UCSF Weill Neurosciences Building Heralds New Era for Patients

A new era starts today with the opening of the UCSF Joan and Sanford I. Weill Neurosciences Building, creating a collaborative hub for one of the world's largest and most comprehensive neuroscience centers, on a campus that is home to Nobel-Prize winning research on the nervous system and brain.

The facility, which was designed to foster connections among scientists and clinicians in neurology, neurosurgery and psychiatry, will serve as a global destination for researchers to develop innovative treatments for intractable brain diseases.

patient area inside the Weill Neurosciences Building

A patient area inside the UCSF Weill Neurosciences Building. Photo by Tom Seawell

The six-story building at 1651 4th St. will be the new hub for the UCSF Weill Institute for Neurosciences and the UCSF headquarters for the Weill Neurohub, a research collaboration with UC Berkeley and the University of Washington that was launched in 2019 to support groundbreaking, cross-campus research.

Together with the nearby Sandler Neurosciences Center, Arthur and Toni Rembe Rock Hall, Genentech Hall, and soon-to-be-opened Nancy Friend Pritzker Psychiatry Building, the facility will bring together some of the most innovative researchers in the field. The caliber and promise of that research is reflected in UCSF's standing as the top recipient of competitive grants in neurology and neurosurgery from the National Institutes of Health.

The building will serve as a cornerstone of neurological care for UCSF Medical Center - recognized as the nation's best hospital for neurology and neurosurgery by U.S. News & World Report for 2021-22 - with specially designed clinical areas to serve up to 450 patients per day.

"This is a remarkable time for neuroscience," said S. Andrew Josephson, MD, professor and chair of the UCSF Department of Neurology and a member of the steering committee for the UCSF Weill Institute for Neurosciences. "The UCSF Weill Neurosciences Building will stand as a beacon of hope, striving to push the frontier of what we know about the brain and expand the possibilities for effective treatments."

Designed as a Nexus for People and Research

"The UCSF Weill Neurosciences Building is a place for patients with the most complex and challenging cases to receive expert care, and a place for researchers to find answers to the most perplexing neurological and psychiatric conditions," said UCSF Chancellor Sam Hawgood. "The building's design will enable us to bring researchers and clinicians together with our patients, to continue to advance that care into the future."

The new building was designed to connect and integrate historically separated disciplines. Among the priorities is folding psychiatry research in the new Oberndorf Research Labs into the neuroscience program to accelerate understanding of the brain and develop novel treatments for psychiatric disorders, such as autism, depression and schizophrenia, alongside advances in neurology.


### Task brief
Report each line of the data that has "cross" somewhere in it.

### Exercise materials
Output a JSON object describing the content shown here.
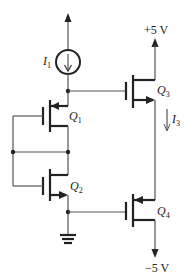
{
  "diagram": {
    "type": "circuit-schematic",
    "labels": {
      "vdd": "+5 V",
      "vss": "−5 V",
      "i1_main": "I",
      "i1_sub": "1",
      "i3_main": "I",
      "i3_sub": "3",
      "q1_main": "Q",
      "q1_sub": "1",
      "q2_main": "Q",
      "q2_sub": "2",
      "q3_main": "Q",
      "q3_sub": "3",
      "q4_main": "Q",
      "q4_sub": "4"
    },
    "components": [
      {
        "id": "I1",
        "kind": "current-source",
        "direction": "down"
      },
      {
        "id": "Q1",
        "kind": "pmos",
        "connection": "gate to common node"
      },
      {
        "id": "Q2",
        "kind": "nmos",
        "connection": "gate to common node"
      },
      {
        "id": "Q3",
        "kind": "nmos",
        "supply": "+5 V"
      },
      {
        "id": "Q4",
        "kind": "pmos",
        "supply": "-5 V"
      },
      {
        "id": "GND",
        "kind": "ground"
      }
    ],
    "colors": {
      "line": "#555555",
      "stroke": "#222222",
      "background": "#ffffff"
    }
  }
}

---

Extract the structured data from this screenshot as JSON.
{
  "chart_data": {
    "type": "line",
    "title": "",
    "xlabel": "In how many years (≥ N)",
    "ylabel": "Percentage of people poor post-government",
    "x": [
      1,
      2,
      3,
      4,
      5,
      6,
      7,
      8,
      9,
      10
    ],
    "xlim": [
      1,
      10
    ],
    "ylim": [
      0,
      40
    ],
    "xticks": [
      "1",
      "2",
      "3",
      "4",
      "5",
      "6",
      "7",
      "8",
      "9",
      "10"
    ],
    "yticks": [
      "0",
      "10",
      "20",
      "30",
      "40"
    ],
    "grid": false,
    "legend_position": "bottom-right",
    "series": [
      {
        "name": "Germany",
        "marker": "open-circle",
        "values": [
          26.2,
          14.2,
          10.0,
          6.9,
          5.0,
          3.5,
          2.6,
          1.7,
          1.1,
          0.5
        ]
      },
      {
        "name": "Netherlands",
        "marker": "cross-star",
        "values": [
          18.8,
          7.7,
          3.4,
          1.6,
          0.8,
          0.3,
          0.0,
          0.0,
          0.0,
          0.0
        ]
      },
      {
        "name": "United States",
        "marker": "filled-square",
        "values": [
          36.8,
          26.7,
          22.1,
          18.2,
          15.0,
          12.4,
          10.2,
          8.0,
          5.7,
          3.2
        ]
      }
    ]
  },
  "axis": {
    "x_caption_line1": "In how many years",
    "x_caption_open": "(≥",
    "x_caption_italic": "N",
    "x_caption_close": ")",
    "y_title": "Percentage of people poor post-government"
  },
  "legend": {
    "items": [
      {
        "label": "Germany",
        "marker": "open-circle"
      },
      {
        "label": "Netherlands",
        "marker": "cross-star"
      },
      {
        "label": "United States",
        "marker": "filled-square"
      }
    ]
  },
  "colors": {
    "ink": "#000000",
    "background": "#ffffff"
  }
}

### Written solution
        "marker": "cross-star",
        "marker": "cross-star"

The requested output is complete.